Hi Kevin,
The OSGi HttpService provides support for "servlets" and
static "resources" but not JSP -- at least out of the box (more on this at the
bottom of this message). Equinox has a few HttpService implementations that
apply at different times:
1) org.eclipse.equinox.http
This implementation is small
and has very few dependencies. The trade-off, is that it's limited
to Servlet API 2.1 support.
Requires the following bundles:
org.eclipse.osgi (comes with the SDK)
org.eclipse.osgi.services (comes with the
SDK)
org.eclipse.equinox.http
javax.servlet
2) org.eclipse.equinox.http.jetty
This implementation embeds Jetty and uses it to provide the
Servlet API support for the HttpService. It provides Servlet 2.4 support but has
more dependencies and subsequently requires more bundles. Based on your comments
I'd suggest using this implementation for your development.
Requires the following
bundles:
org.eclipse.osgi
(comes with the SDK)
org.eclipse.osgi.services (comes with the
SDK)
org.eclipse.equinox.http.jetty
org.eclipse.equinox.http.servlet
javax.servlet
org.mortbay.jetty
org.apache.commons.logging
3)
org.eclipse.equinox.http.servletbridge
This implementation lets you embed Equinox on an existing
appserver (e.g. Tomcat, Websphere, Weblogic, etc.) and then uses it to provide
the HttpService implementation. It provides Servlet API support that matches
whatever level the appserver provides.
Requires the
following bundles:
org.eclipse.osgi
(comes with the SDK)
org.eclipse.osgi.services (comes with the
SDK)
org.eclipse.equinox.servletbridge
org.eclipse.equinox.http.servletbridge
org.eclipse.equinox.http.servlet
javax.servlet (required only at dev time; at runtime
the appserver provides the servlet
api)
Note: This work is being carried out on 3.3 code stream
although it is compatible with 3.2.x. The bundles
for (2) and (3) are available in 3.3M3 or any integration build after
I20061010-0800.
-
Again, depending on your circumstances you should be able
to use one of these HttpService implementations. They're supported and
ready for use.
-----
For JSP...
What's missing is some organization around the work. As I recall the
JSP support in Wolfgang's article at Infonoia used pre-compiled JSPs. The
equinox JSP work is a little different and supports on-the-fly compilation and
is OSGi aware in terms of resolving dependencies. I'm
preparing a bit of documentation on the JSP support right now and will add it to
the equinox web-site in the next few days. I'll add a note on the JSP bug
when it's been added.
For timing, the JSP work itself is quite small and has been
stable for a few months now. I'm hopeful that we'll be able to graduate
these components before the end of this year. I'm hoping to target 3.3M4 -- but
we'll see.
Hope this helps,
Simon
Hi,all,
I'am studied osgi and equinox for several weeks and very
interesting in it. This week when I try to apply the equinox to a web
application , I encountered great difficult in adding JSPs into the
application, I readed "Server-Side Equinox" and "Infonoia solution", still
can't find a transparent way to do it conveniently. Does anybody succeed in
it, or has a better way? Ideally, I would like to embed the app server
into equinox as a bundle, and register the jsp to it just as HttpService for
the htmls and servlets.
We are going to develop a web
based product, and I am really abstracted by the idea of osgi, but afte some
test, I think the osgi solutions are still immature in server side. I wonder
if the equinox team has the plan to developing such kind of bundles or has any
practicality plan in the near future to push forward the osgi standard
and equinox into the server side area.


▶ WHAT THE EXERCISE ASKS
If a line in the data holds the string "pixels", list it.

═════ INPUT RECORDS ═════

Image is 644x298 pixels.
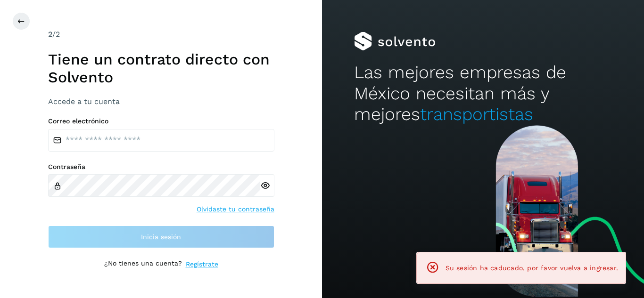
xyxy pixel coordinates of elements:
[48,97,274,106] h3: Accede a tu cuenta
[354,62,612,125] h2: Las mejores empresas de México necesitan más y mejores
[48,29,274,40] div: /2
[48,164,274,171] label: Contraseña
[445,264,619,272] span: Su sesión ha caducado, por favor vuelva a ingresar.
[48,225,274,249] button: Inicia sesión
[197,204,274,215] a: Olvidaste tu contraseña
[105,259,182,270] p: ¿No tienes una cuenta?
[141,234,181,240] span: Inicia sesión
[186,259,219,270] a: Regístrate
[48,50,274,87] h1: Tiene un contrato directo con Solvento
[48,117,274,126] label: Correo electrónico
[420,104,534,125] span: transportistas
[48,30,52,39] span: 2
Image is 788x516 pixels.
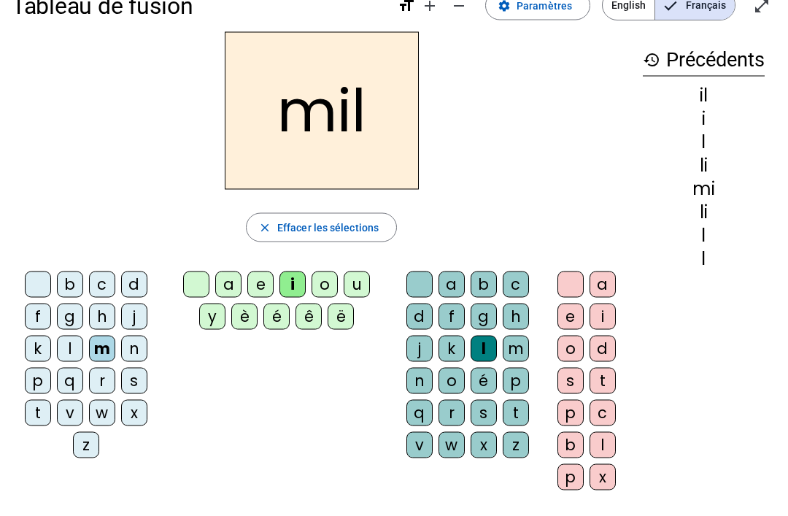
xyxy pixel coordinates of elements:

═════

▶ RESPONSE TO THE TASK
Image is 644x298 pixels.
Image is 788x516 pixels.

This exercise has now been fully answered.